Monday, June 15, 2009

A Graduation Ceremony

By the time June rolls around, teachers at my school sort of look and act like zombies. We stumble around with vacant stares from sunken eyes. We talk to each other about our students in the same distant, haunted way that Vietnam vets might discuss the Tet Offensive. Even our collective sense of fashion and grooming habits have deteriorated noticeably.* This morning, however, we all bore witness to a ceremony that - if only momentarily - shook us from our cranky cynicism and restored proud smiles to our weary faces.

Every spring, our school's community gathers in the auditorium for the "Fifth Grade Moving-On Ceremony." It is an event for which girls appear in beautiful new dresses, with freshly manicured nails and intricately constructed hairstyles. The boys, on the other hand, can reliably be counted on to wander the hallways like stray dogs in the minutes before the ceremony in grotesquely oversized hand-me-down dress shirts, begging the nearest older passerby to tie their necktie for them. I was looking forward to the assembly, if for no reason other than it would allow me a break from what had become a mind-numbingly monotonous daily routine in our classroom.**

The auditorium was bustling with the graduating students' families when I arrived with my class, but all talking ceased when the fifth-graders began walking down the aisles toward the stage to "Pomp and Circumstance." They each looked supremely confident and mature, and I couldn't help but marvel at how long it seemed since so many of them were in my classroom last year. Ayana, one of my former students, led off the event with an astonishing a capella rendition of the National Anthem - no less impressive and unexpected than Napoleon Dynamite's dance - that earned a standing ovation.

After a few students had taken turns reading poems they had written for the occasion, the principal took the stage to call students by name to receive their elementary school diplomas. I rarely cry*** but it definitely got a little dusty in that auditorium as those names were read. It was one of those transcendent scenes of personal elation and professional fulfillment that I suspect not every job affords, and it reminded me of why I got myself into this business in the first place.

*Seriously, I have a beard right now, and you do NOT want to see any photos of it. It looks like I have mange.
**Once standardized testing ends in early June, teachers in my district are encouraged to find creative and ostensibly instructive ways to fill eight school days. All we really do on these days is alternate between watching a movie in class and taking an extended recess. I recently ran out of suitable movies from my personal collection to show the kids, and had to ask the students to bring their own movies to school. This was not a good idea. "Dead or Alive," which Ezekiel unpacked this morning, stands out as the most inappropriate of them all. I managed to track down its cover to share with you, and I suspect that you will be just as shocked as I was to learn that this movie is not, in fact, a porn.
***My sister would dispute this, having seen me cry upon viewing the wedding scenes of both Uncle Jesse and Aunt Becky in Full House AND Zack and Kelly in Saved by the Bell, but that's clearly irrelevant. Anyone with a functioning heart would weep buckets at the montages in those episodes. But I digress.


== WHAT THE EXERCISE ASKS ==
The output should be all lines of the entries below in which the word "Crimes" occurs.

Stored records:

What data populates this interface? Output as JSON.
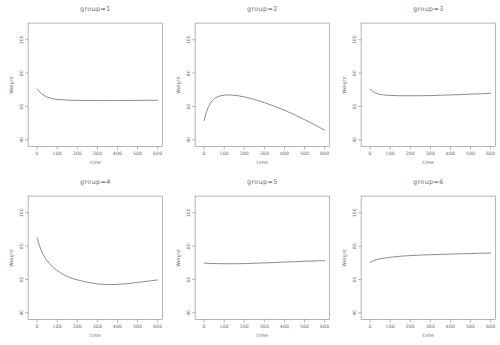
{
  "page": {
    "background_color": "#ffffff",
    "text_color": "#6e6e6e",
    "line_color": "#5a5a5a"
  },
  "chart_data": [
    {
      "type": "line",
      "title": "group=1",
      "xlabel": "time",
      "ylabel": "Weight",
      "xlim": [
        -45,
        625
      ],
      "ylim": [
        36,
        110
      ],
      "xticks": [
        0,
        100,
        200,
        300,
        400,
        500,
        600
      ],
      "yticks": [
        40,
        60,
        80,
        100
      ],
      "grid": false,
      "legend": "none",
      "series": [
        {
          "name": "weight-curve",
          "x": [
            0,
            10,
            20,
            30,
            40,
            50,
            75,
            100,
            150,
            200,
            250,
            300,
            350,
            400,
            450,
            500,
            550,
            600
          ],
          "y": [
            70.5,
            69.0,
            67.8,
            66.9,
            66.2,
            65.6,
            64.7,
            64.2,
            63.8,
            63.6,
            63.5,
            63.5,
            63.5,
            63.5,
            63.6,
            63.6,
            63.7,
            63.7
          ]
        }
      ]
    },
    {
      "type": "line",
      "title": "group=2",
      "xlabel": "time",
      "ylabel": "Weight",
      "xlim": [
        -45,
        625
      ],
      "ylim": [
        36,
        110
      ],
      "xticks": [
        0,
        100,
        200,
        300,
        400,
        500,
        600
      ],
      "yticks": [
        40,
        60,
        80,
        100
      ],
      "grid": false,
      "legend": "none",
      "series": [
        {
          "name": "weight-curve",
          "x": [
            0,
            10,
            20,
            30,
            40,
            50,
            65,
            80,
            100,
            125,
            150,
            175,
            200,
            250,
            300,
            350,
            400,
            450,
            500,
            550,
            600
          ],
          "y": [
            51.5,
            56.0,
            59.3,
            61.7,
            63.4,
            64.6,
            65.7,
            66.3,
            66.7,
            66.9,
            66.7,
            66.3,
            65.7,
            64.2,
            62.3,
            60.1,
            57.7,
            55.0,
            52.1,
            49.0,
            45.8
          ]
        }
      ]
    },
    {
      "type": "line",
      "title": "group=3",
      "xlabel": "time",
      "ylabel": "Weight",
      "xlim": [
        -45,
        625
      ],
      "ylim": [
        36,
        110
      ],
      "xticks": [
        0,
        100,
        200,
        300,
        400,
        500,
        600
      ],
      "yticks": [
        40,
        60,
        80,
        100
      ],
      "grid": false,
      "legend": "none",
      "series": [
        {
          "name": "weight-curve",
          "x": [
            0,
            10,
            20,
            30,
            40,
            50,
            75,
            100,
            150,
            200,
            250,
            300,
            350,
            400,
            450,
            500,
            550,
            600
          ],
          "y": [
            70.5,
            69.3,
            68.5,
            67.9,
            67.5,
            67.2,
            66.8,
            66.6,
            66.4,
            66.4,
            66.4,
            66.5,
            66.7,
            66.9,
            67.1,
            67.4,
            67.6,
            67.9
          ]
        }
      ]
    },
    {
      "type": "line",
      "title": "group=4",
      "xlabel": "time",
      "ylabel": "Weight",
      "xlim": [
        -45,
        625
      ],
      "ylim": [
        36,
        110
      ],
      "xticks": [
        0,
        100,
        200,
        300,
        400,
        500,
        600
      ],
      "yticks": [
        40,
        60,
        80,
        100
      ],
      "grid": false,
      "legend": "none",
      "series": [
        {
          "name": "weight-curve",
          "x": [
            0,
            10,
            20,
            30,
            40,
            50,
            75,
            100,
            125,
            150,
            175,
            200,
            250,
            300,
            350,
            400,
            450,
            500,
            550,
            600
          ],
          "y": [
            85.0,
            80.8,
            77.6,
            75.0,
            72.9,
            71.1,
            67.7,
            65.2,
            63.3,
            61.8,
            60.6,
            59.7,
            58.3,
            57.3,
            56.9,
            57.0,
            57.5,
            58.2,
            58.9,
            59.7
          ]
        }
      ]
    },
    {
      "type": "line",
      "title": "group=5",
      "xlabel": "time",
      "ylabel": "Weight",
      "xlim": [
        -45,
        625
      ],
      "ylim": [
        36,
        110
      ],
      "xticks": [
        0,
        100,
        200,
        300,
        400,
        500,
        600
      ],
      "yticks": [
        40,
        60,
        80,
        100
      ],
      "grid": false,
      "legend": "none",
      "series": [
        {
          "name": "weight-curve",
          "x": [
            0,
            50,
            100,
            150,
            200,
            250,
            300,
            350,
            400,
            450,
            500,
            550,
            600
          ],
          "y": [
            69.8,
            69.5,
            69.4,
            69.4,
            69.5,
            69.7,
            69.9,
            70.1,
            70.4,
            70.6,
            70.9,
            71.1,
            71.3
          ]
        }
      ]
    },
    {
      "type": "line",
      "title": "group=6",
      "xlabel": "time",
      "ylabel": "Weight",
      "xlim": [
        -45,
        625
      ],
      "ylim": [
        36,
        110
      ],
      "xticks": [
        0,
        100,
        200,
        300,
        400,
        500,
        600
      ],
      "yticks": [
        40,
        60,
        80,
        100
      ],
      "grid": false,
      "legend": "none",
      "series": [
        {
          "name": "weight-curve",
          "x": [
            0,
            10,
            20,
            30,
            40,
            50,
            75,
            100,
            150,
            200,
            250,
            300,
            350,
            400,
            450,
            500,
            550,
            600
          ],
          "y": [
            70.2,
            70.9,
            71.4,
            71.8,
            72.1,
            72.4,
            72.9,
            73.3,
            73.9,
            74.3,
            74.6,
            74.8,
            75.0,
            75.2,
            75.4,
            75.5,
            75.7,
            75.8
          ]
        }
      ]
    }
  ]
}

* * *

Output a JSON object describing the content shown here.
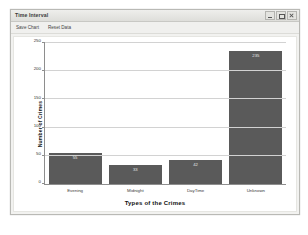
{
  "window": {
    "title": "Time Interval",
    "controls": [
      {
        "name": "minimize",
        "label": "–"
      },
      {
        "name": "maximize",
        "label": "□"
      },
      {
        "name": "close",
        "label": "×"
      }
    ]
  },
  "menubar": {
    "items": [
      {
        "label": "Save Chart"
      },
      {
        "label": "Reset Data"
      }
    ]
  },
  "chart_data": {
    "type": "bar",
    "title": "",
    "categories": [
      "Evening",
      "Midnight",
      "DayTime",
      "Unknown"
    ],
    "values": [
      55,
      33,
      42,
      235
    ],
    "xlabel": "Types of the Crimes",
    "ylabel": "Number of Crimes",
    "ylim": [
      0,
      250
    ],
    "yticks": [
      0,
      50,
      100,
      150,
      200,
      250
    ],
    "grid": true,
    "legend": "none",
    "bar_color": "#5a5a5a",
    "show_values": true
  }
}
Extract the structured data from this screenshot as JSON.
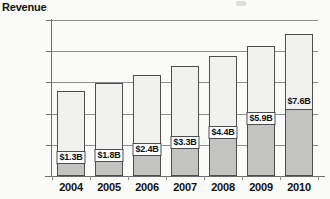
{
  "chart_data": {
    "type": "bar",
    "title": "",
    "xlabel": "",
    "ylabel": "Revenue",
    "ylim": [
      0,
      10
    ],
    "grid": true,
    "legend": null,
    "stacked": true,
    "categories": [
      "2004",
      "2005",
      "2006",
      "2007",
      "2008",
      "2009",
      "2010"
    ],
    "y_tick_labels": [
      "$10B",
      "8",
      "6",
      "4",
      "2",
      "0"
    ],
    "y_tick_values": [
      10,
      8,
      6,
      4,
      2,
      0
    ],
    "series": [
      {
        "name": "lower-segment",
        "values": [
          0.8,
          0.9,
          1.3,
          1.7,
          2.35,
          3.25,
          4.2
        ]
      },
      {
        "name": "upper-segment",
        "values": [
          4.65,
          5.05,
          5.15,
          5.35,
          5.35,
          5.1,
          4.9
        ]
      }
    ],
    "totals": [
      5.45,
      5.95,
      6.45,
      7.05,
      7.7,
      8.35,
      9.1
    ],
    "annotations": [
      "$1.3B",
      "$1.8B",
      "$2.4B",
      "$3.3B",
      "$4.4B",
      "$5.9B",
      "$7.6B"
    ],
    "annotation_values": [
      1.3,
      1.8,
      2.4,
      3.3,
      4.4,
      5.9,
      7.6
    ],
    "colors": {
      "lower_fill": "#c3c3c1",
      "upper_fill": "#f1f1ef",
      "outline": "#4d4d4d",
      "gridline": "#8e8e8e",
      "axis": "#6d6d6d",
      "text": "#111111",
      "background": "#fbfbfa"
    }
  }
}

== ANSWER FOR THIS EXERCISE ==
    "xlabel": "Types of the Crimes",
    "ylabel": "Number of Crimes",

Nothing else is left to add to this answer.